Levran nods, taking in the new information.

Rabbi Susan Laemmle, dean of Religious Life at USC, says the name “Shalom Housing” came to her about a decade ago, when she was head of USC Hillel. Several students had sought her advice about finding a way to keep kosher while living on campus.

“None of the dining halls served kosher food,” Laemmle said, “and finding dorms with individual kitchens seemed like a good way to help observant students who still wanted to be part of campus life.”

Soon after Laemmle moved from her role at Hillel to become dean, a group of Muslim students enlisted her help with a similar project. Laemmle worked with Ken Taylor in USC's Office of Residential and Greek Life to find space to create a Muslim floor. As it happened, a wing of the residential hall where Shalom Housing had been established was available.

“The original concept was not a Jewish-Muslim floor,” Taylor said. “That was the creature of the [Resident Advisors] and the students themselves.”

Alana Bubis and Sahar Alnatour, the floor's RAs, are the unassuming but earnest current stewards of this legacy. Bubis, a junior majoring in business and film studies, is a California native, like most of the residents on the Jewish wing of the floor.

“The Muslim wing is more international,” she said, “and it has more guys. There are more girls on the Jewish wing.”

There are 50 students on the coed floor. Two men or two women share each room. A handful of students who are neither Jewish nor Muslim also choose to live on the floor.

“A lot of people keep coming back,” said Bubis, who's marking her second year as a resident.

It's year three for Alnatour, whose family moved to the United States from Kuwait after the end of the first Gulf War.

“As a freshman, you have something in common with the people who live around you,” Alnatour said, explaining why she was attracted to the floor. Although she laughs when she recalls her surprise at learning she would have Jewish neighbors, too.

“It's not very clear in the housing brochure that the Muslim and Jewish wings are together,” Bubis said.

The fact that USC's Shalom-Muslim floor has evolved both organically and unofficially means that, like Alnatour, many of the students who arrive on move-in day are surprised when they meet some of their neighbors.

Traditions like Monday Munchies and the floor's open-door policy — if your door's open, company's welcome — are designed to help newcomers quickly adapt to the novel environment.

And both the temperament of the current generation of students and the culture of the floor tend to discourage the kind of fiery debates over politics that would disrupt the mellow culture of the floor.

“Politics never comes up,” said Amir Yassai, a junior from Orange County. “I think it has to do with the fact that people my age are more open-minded.”

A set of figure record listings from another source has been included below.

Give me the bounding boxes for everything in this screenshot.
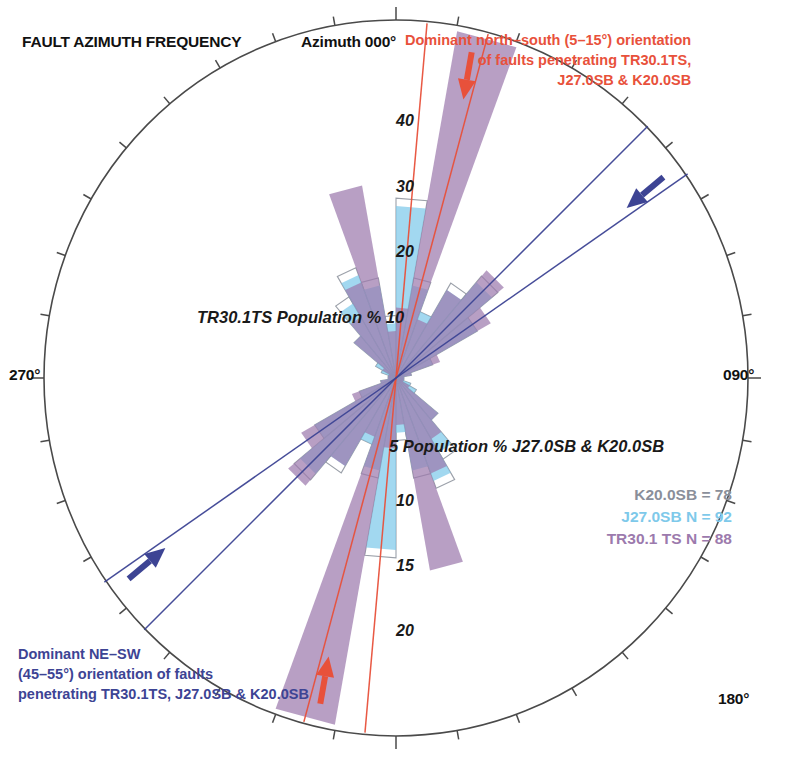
annotation-north-south-line3: J27.0SB & K20.0SB: [405, 70, 691, 90]
annotation-ne-sw-line3: penetrating TR30.1TS, J27.0SB & K20.0SB: [18, 684, 309, 704]
radial-axis-label-bottom: 5 Population % J27.0SB & K20.0SB: [389, 437, 664, 456]
radial-tick-10-lower: 10: [396, 492, 414, 510]
radial-tick-20-lower: 20: [396, 622, 414, 640]
radial-tick-15-lower: 15: [396, 557, 414, 575]
radial-tick-20: 20: [396, 243, 414, 261]
azimuth-west-label: 270°: [9, 366, 40, 384]
annotation-north-south-line2: of faults penetrating TR30.1TS,: [405, 50, 691, 70]
radial-axis-label-top: TR30.1TS Population % 10: [197, 308, 404, 327]
annotation-ne-sw-line1: Dominant NE–SW: [18, 644, 309, 664]
page-title: FAULT AZIMUTH FREQUENCY: [22, 33, 241, 51]
radial-tick-40: 40: [396, 112, 414, 130]
annotation-ne-sw: Dominant NE–SW (45–55°) orientation of f…: [18, 644, 309, 704]
annotation-north-south: Dominant north–south (5–15°) orientation…: [405, 30, 691, 90]
azimuth-south-label: 180°: [718, 690, 749, 708]
legend: K20.0SB = 78 J27.0SB N = 92 TR30.1 TS N …: [512, 484, 732, 550]
azimuth-east-label: 090°: [723, 366, 754, 384]
radial-tick-30: 30: [396, 178, 414, 196]
legend-item-k20: K20.0SB = 78: [512, 484, 732, 506]
legend-item-tr30: TR30.1 TS N = 88: [512, 528, 732, 550]
annotation-north-south-line1: Dominant north–south (5–15°) orientation: [405, 30, 691, 50]
annotation-ne-sw-line2: (45–55°) orientation of faults: [18, 664, 309, 684]
azimuth-north-label: Azimuth 000°: [301, 33, 396, 51]
rose-diagram-figure: FAULT AZIMUTH FREQUENCY Azimuth 000° 090…: [0, 0, 800, 764]
legend-item-j27: J27.0SB N = 92: [512, 506, 732, 528]
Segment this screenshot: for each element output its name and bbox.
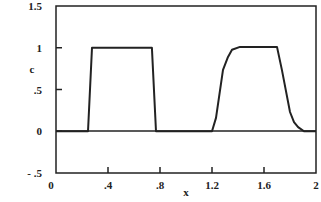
y-axis-label: c [30, 63, 35, 75]
line-chart: 1.51.50- .5 0.4.81.21.62 c x [0, 0, 321, 202]
plot-frame [56, 6, 316, 173]
y-axis: 1.51.50- .5 [27, 0, 62, 179]
x-axis-label: x [183, 186, 189, 198]
y-tick-label: 0 [37, 125, 43, 137]
x-tick-label: .8 [156, 179, 165, 191]
x-tick-label: .4 [104, 179, 113, 191]
x-tick-label: 1.6 [257, 179, 271, 191]
x-tick-label: 1.2 [205, 179, 219, 191]
data-line [56, 47, 316, 131]
y-tick-label: .5 [34, 84, 43, 96]
y-tick-label: 1.5 [28, 0, 42, 12]
y-tick-label: 1 [37, 42, 43, 54]
y-tick-label: - .5 [27, 167, 42, 179]
x-tick-label: 2 [313, 179, 319, 191]
x-tick-label: 0 [48, 179, 54, 191]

When he returned to school soon after last summer's conflict between Israel and Hezbollah had subsided, Yassai's Iranian-born parents asked him whether there was any tension on the floor.

“It was hard for them to believe it just isn't an issue,” Yassai said.

Still, some residents perceive an underlying tension on the floor — not between Jews and Muslims, but between the ardor that attracts students to the community and the tacit détente that helps to sustain it.

“It's true that people stay away from political conversation,” said Hasan Qazi, a biology major whose parents immigrated to the United States from Pakistan. “But that doesn't mean that people don't hold deep political convictions. Everyone chooses to live here because they're passionate about their identity as Muslims or Jews.”

Laemmle describes this situation as “the elephant on the Shalom-Muslim floor.”

“Eventually I think students will find a way to engage each other at that level,” she said. “If you build a tradition of trust, political discussion can be safer.”

Bubis and Alnatour have already laid the foundation for what could become the next stage in the growth of USC's Shalom-Muslim Floor. Together they've successfully lobbied for a greater selection of kosher and halal food at a nearby dining hall. The precedent of that small collaboration could help other residents of this quietly revolutionary community find common ground in a passionate, ice cream fueled conversation on some future Monday.

If Laemmle's elephant analogy is apt, it's likely just a matter of time.